Caroline Hill is a catalyst for equity and founder of the DC Equity Lab and co-founder of the Equity Design Collaborative—two emerging nodes in the education equity ecosystem.  The DC Equity Lab invests in early-stage education ventures in Washington, D.C. and enables them to design solutions that create and scale equity in schools, organizations, and communities.

This interview is part of the Aspen Institute Center for Urban Innovation’s series of conversations with inclusive innovation practitioners.

Jennifer Bradley:  What does co-creation mean to you?

Caroline Hill:  When I think about co-creation, I think about what it is like to design with people rather than for them, from the inception of understanding the problem to the process that you use to solve it.

JB:  How do you apply co-creation to your organization or your work?

CH:  I think there’s a couple of tangible examples from our work with the truancy taskforce in DC.  One of the first prerequisites for co-creation is having the people who experience the problem in the room.  We coordinated with school leaders to have students in the room.

JB:  What would you tell an organization or an individual who wants to co-create with the people that they are trying to serve?

CH:  First start with yourself.  That means understanding the role that your identity plays in the privilege and the power that you hold.  That means understanding the problem that you’re trying to solve and asking yourself in what ways are you best equipped to solve this problem, and understanding that expertise might not exist with you, and making room for other people at the table.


Aim of the exercise -
Write out every entry below exactly as it appears. Pictures do not belong in the copy.

Information supplied -
^^^^^^^^^^^^^^^^

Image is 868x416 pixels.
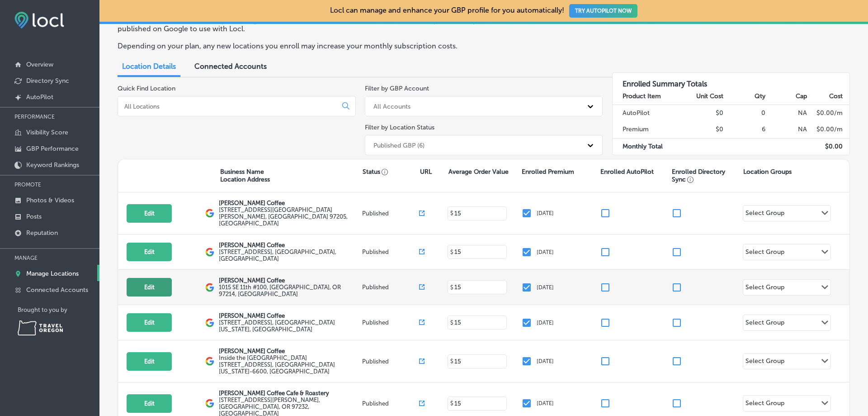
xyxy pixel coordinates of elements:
p: [PERSON_NAME] Coffee [219,242,360,249]
p: Enrolled Directory Sync [671,168,738,184]
td: Premium [613,122,682,138]
p: Business Name Location Address [220,168,270,184]
p: $ [450,249,453,255]
p: [DATE] [536,358,554,364]
p: [DATE] [536,249,554,255]
p: Average Order Value [448,168,509,175]
img: fda3e92497d09a02dc62c9cd864e3231.png [14,12,64,29]
th: Cost [807,88,849,105]
p: [PERSON_NAME] Coffee [219,348,360,355]
p: [DATE] [536,320,554,326]
label: Quick Find Location [118,85,175,92]
img: logo [205,318,214,327]
p: GBP Performance [26,145,79,152]
p: Published [362,284,419,291]
p: [PERSON_NAME] Coffee [219,200,360,206]
td: NA [765,105,808,122]
p: Status [362,168,419,175]
p: [DATE] [536,210,554,216]
p: [PERSON_NAME] Coffee [219,277,360,284]
span: Location Details [122,62,176,71]
p: Published [362,210,419,217]
p: [DATE] [536,284,554,291]
p: Posts [26,212,41,221]
p: Directory Sync [26,77,69,85]
p: Manage Locations [26,269,79,278]
input: All Locations [123,102,335,110]
div: Select Group [745,248,784,258]
strong: Product Item [623,92,661,100]
td: AutoPilot [613,105,682,122]
td: $ 0.00 /m [807,122,849,138]
div: Select Group [745,318,784,329]
label: 1015 SE 11th #100 , [GEOGRAPHIC_DATA], OR 97214, [GEOGRAPHIC_DATA] [219,284,360,298]
button: Edit [126,242,171,261]
button: Edit [126,204,171,222]
h3: Enrolled Summary Totals [613,73,850,88]
p: Published [362,249,419,255]
p: $ [450,358,453,364]
p: $ [450,210,453,216]
td: $ 0.00 /m [807,105,849,122]
img: logo [205,209,214,217]
label: [STREET_ADDRESS] , [GEOGRAPHIC_DATA][US_STATE], [GEOGRAPHIC_DATA] [219,319,360,333]
td: $ 0.00 [807,138,849,155]
p: [PERSON_NAME] Coffee Cafe & Roastery [219,390,360,397]
p: Keyword Rankings [26,161,79,169]
p: AutoPilot [26,93,53,101]
p: Location Groups [743,168,792,175]
label: Filter by GBP Account [365,85,429,92]
div: All Accounts [374,102,411,110]
div: Published GBP (6) [374,141,424,149]
label: Inside the [GEOGRAPHIC_DATA] [STREET_ADDRESS] , [GEOGRAPHIC_DATA][US_STATE]-6600, [GEOGRAPHIC_DATA] [219,355,360,375]
th: Unit Cost [682,88,724,105]
div: Select Group [745,357,784,367]
p: Published [362,400,419,407]
img: logo [205,356,214,366]
th: Cap [765,88,808,105]
p: [PERSON_NAME] Coffee [219,312,360,319]
p: Visibility Score [26,128,68,136]
img: logo [205,247,214,257]
button: Edit [126,278,171,296]
label: [STREET_ADDRESS][GEOGRAPHIC_DATA][PERSON_NAME] , [GEOGRAPHIC_DATA] 97205, [GEOGRAPHIC_DATA] [219,206,360,227]
p: Published [362,358,419,365]
p: Enrolled AutoPilot [600,168,653,175]
td: NA [765,122,808,138]
p: Brought to you by [18,306,100,313]
p: [DATE] [536,400,554,407]
p: Overview [26,61,53,68]
img: Travel Oregon [18,320,63,335]
p: Reputation [26,229,58,237]
p: Any new locations detected in your Google accounts will appear in the list below. Please note you... [118,16,593,33]
span: Connected Accounts [195,62,267,71]
img: logo [205,398,214,408]
div: Select Group [745,283,784,294]
td: 6 [723,122,765,138]
label: [STREET_ADDRESS] , [GEOGRAPHIC_DATA], [GEOGRAPHIC_DATA] [219,249,360,262]
p: $ [450,284,453,291]
td: $0 [682,122,724,138]
p: Depending on your plan, any new locations you enroll may increase your monthly subscription costs. [118,41,593,50]
p: URL [420,168,432,175]
p: Connected Accounts [26,286,88,294]
td: $0 [682,105,724,122]
div: Select Group [745,209,784,219]
p: $ [450,320,453,326]
td: Monthly Total [613,138,682,155]
button: Edit [126,394,171,413]
label: Filter by Location Status [365,123,434,131]
p: $ [450,400,453,407]
img: logo [205,283,214,292]
td: 0 [723,105,765,122]
th: Qty [723,88,765,105]
button: Edit [126,313,171,331]
button: Edit [126,352,171,371]
button: TRY AUTOPILOT NOW [569,4,637,18]
div: Select Group [745,399,784,410]
p: Published [362,319,419,326]
p: Photos & Videos [26,196,74,204]
p: Enrolled Premium [521,168,574,175]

^^^^^^^^^^^^^^^^

Solution for this exercise -
Image is 868x416 pixels.
xyxy pixel coordinates of elements:
p: [PERSON_NAME] Coffee [219,242,360,249]
p: Enrolled Directory Sync [671,168,738,184]
td: Premium [613,122,682,138]
p: Business Name Location Address [220,168,270,184]
p: $ [450,249,453,255]
p: [DATE] [536,358,554,364]
p: [DATE] [536,249,554,255]
p: Average Order Value [448,168,509,175]
img: fda3e92497d09a02dc62c9cd864e3231.png [14,12,64,29]
th: Cost [807,88,849,105]
p: [PERSON_NAME] Coffee [219,348,360,355]
p: [DATE] [536,320,554,326]
label: Quick Find Location [118,85,175,92]
img: logo [205,318,214,327]
p: GBP Performance [26,145,79,152]
p: Published [362,284,419,291]
p: [PERSON_NAME] Coffee [219,200,360,206]
td: NA [765,105,808,122]
p: Status [362,168,419,175]
p: [DATE] [536,210,554,216]
p: [PERSON_NAME] Coffee [219,277,360,284]
span: Location Details [122,62,176,71]
p: Published [362,210,419,217]
p: [DATE] [536,284,554,291]
p: Posts [26,212,41,221]
p: Directory Sync [26,77,69,85]
p: Manage Locations [26,269,79,278]
input: All Locations [123,102,335,110]
div: Select Group [745,248,784,258]
strong: Product Item [623,92,661,100]
td: AutoPilot [613,105,682,122]
td: $ 0.00 /m [807,122,849,138]
div: Select Group [745,318,784,329]
label: 1015 SE 11th #100 , [GEOGRAPHIC_DATA], OR 97214, [GEOGRAPHIC_DATA] [219,284,360,298]
button: Edit [126,242,171,261]
button: Edit [126,204,171,222]
h3: Enrolled Summary Totals [613,73,850,88]
p: Published [362,249,419,255]
p: $ [450,358,453,364]
p: $ [450,210,453,216]
td: $ 0.00 /m [807,105,849,122]
img: logo [205,209,214,217]
label: [STREET_ADDRESS] , [GEOGRAPHIC_DATA][US_STATE], [GEOGRAPHIC_DATA] [219,319,360,333]
td: $ 0.00 [807,138,849,155]
p: [PERSON_NAME] Coffee Cafe & Roastery [219,390,360,397]
p: Keyword Rankings [26,161,79,169]
p: AutoPilot [26,93,53,101]
p: Location Groups [743,168,792,175]
label: Filter by GBP Account [365,85,429,92]
div: All Accounts [374,102,411,110]
div: Published GBP (6) [374,141,424,149]
label: Inside the [GEOGRAPHIC_DATA] [STREET_ADDRESS] , [GEOGRAPHIC_DATA][US_STATE]-6600, [GEOGRAPHIC_DATA] [219,355,360,375]
th: Unit Cost [682,88,724,105]
div: Select Group [745,357,784,367]
p: Published [362,400,419,407]
img: logo [205,356,214,366]
th: Cap [765,88,808,105]
p: [PERSON_NAME] Coffee [219,312,360,319]
p: Visibility Score [26,128,68,136]
img: logo [205,247,214,257]
button: Edit [126,278,171,296]
label: [STREET_ADDRESS][GEOGRAPHIC_DATA][PERSON_NAME] , [GEOGRAPHIC_DATA] 97205, [GEOGRAPHIC_DATA] [219,206,360,227]
p: Published [362,358,419,365]
p: Enrolled AutoPilot [600,168,653,175]
td: NA [765,122,808,138]
p: Brought to you by [18,306,100,313]
p: [DATE] [536,400,554,407]
p: Overview [26,61,53,68]
img: Travel Oregon [18,320,63,335]
p: Reputation [26,229,58,237]
p: Any new locations detected in your Google accounts will appear in the list below. Please note you... [118,16,593,33]
span: Connected Accounts [195,62,267,71]
img: logo [205,398,214,408]
div: Select Group [745,283,784,294]
td: 6 [723,122,765,138]
label: [STREET_ADDRESS] , [GEOGRAPHIC_DATA], [GEOGRAPHIC_DATA] [219,249,360,262]
p: $ [450,284,453,291]
td: $0 [682,122,724,138]
p: Depending on your plan, any new locations you enroll may increase your monthly subscription costs. [118,41,593,50]
p: URL [420,168,432,175]
p: Connected Accounts [26,286,88,294]
td: $0 [682,105,724,122]
div: Select Group [745,209,784,219]
p: $ [450,320,453,326]
td: Monthly Total [613,138,682,155]
button: Edit [126,394,171,413]
label: Filter by Location Status [365,123,434,131]
p: $ [450,400,453,407]
img: logo [205,283,214,292]
td: 0 [723,105,765,122]
th: Qty [723,88,765,105]
button: Edit [126,313,171,331]
button: Edit [126,352,171,371]
button: TRY AUTOPILOT NOW [569,4,637,18]
div: Select Group [745,399,784,410]
p: Published [362,319,419,326]
p: Photos & Videos [26,196,74,204]
p: Enrolled Premium [521,168,574,175]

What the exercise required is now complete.